The government’s Defence Export Strategy aims to make Australia a world leader in arms exports. Credit: Shutterstock Australia's "national security" government has found yet another credential to add to its claim that it's protecting the country's future. Prime Minister Malcolm Turnbull launched a new Defence Export Strategy this week to catapult Australia into the top 10 defence exporting countries in the world by 2028.
Broadly speaking, the plan's main premise is that if Australia is going to retool its defence industry over the coming decade to lift the production of Australian-made military equipment and services, then the government and industry itself should take the opportunity to export the same products and services.
Just as importantly, the strategy notes, if domestic producers are to prosper and succeed in playing their part, they will need bigger markets than the Australian armed forces can provide.
Three big questions
There are at least three big questions that can be raised about the plan.
First, we can wonder just how Australia hopes to achieve the 800% growth in sales represented by the "top 10" ambition in a highly competitive market place.
Between 2012 and 2016, according to a report released by Stockholm International Peace Research Institute (SIPRI), countries near the bottom of the list of top 10 exporters (Spain, Italy, Ukraine and Israel) each had eight times more defence exports by value than Australia.
A second question concerns the national innovation strategy that would be needed to achieve such a massive improvement.
One day after the Prime minister's new push for arms exports, the Chairman of the Board of Innovation and Science Australia, Bill Ferris, released Australia 2030 – a strategic plan for the Australian innovation, science and research system out to 2030 – commissioned by the government.
The report identified five things that need to change urgently: education, industry, government, research and development, and culture and ambition. Without going into detail here, that is quite some agenda for radical and comprehensive change. It is as needed in defence industry as in the economy as a whole.
A third question is the diplomacy of selling weapons into conflict zones or to governments with troubled human rights records. The government dismissed this concern by saying the main recipients of our defence exports are close allies.
However, the 2017 SIPRI Trends in international arms transfers report lists Indonesia and Oman – with their poor human rights records – as the second and third most important military markets for Australia after the United States.
Credit: SIPRI Making defence a cutting edge industry
So, if the aims of the strategy are broadly credible, but there are some questions about pace and ambition, what are we to make of it?
Its success will hinge on whether key stakeholders, especially the government, industry and academia, truly understand the meaning of the main goal: to, as the report says, transform the Australian defence industry "into the high-tech, agile and cutting-edge industry we need to assure our future defence and national security."
The Ferris report singled out the medical sector as the one with most potential for innovation and export growth. In contrast, the Defence Export Strategy is agnostic as to choice of sector or focus. Selling components for weapon systems is painted as the same as selling military vehicles or radars.
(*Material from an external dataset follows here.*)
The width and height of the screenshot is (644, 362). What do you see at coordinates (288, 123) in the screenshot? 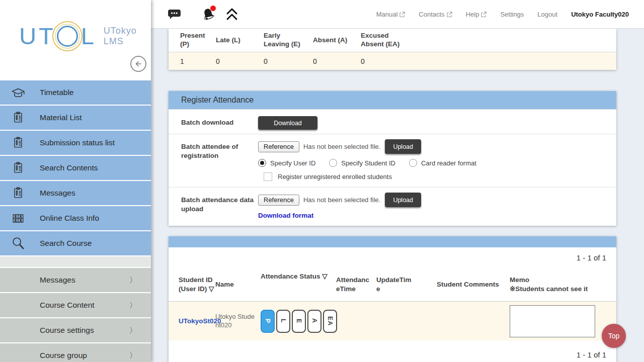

Picking winners may not be sensible in a globalised free market sector such as medical services, but there are some choices in the defence sector that the Turnbull government should be making.
Playing to our strengths
Australia has a significant comparative advantage in cyber security knowledge and skills. The country is seen by insiders as being in the top ten in that field already, largely because of its decades of experience working inside the "five eyes" intelligence alliance.
Admittedly, the domestic industry doesn't yet reflect that strength. But a focus on high-tech military industry development by the defence ministers would play not just to our natural strengths, but also to the need to sell mainly to close allies. (We would only sell such military exports to our closest allies).
More importantly, cyber science is not a sector, it is the essence of all military high technology. Australian universities already export their technology research to the United States through grants from the Pentagon. Several Australian technology startups have been acquired by US military giants. That includes the purchase of Canberra company, M5, by Northrop Grumman. Australian technology company, Atlassian, provides secure web services to the Pentagon.
The government is yet to release its Defence Industrial Capability Plan so maybe it is too soon to tell whether or not Australia's cyber industry will take a privileged spot. But to date, most key power holders in Australian industrial development have responded only episodically to the challenges and opportunities represented by the information age. Austcyber, the cyber security growth and innovation centre set up by the government, is just one year old.
Australia must build "industries of the future", according to a multi-year multi-author series of studies led by the Australian Council of Learned Academies (ACOLA), culminating in the book Securing Australia's Future. This simple message, and many of the fine nuances of the ACOLA work about what makes a national innovation system, find little reflection in the Defence Export Strategy.
Between 2012 and 2014, China decided on its "industries of the future" for defence and security purposes – including for export – and they are all cyber-related. Australia should choose as decisively. We can do it, but we need to first build the critical mass of cyber-educated innovators needed for more rapid takeoff.
Investing very heavily in the military cyber sector may be the only pathway to begin to approach 800% growth in defence exports by 2028.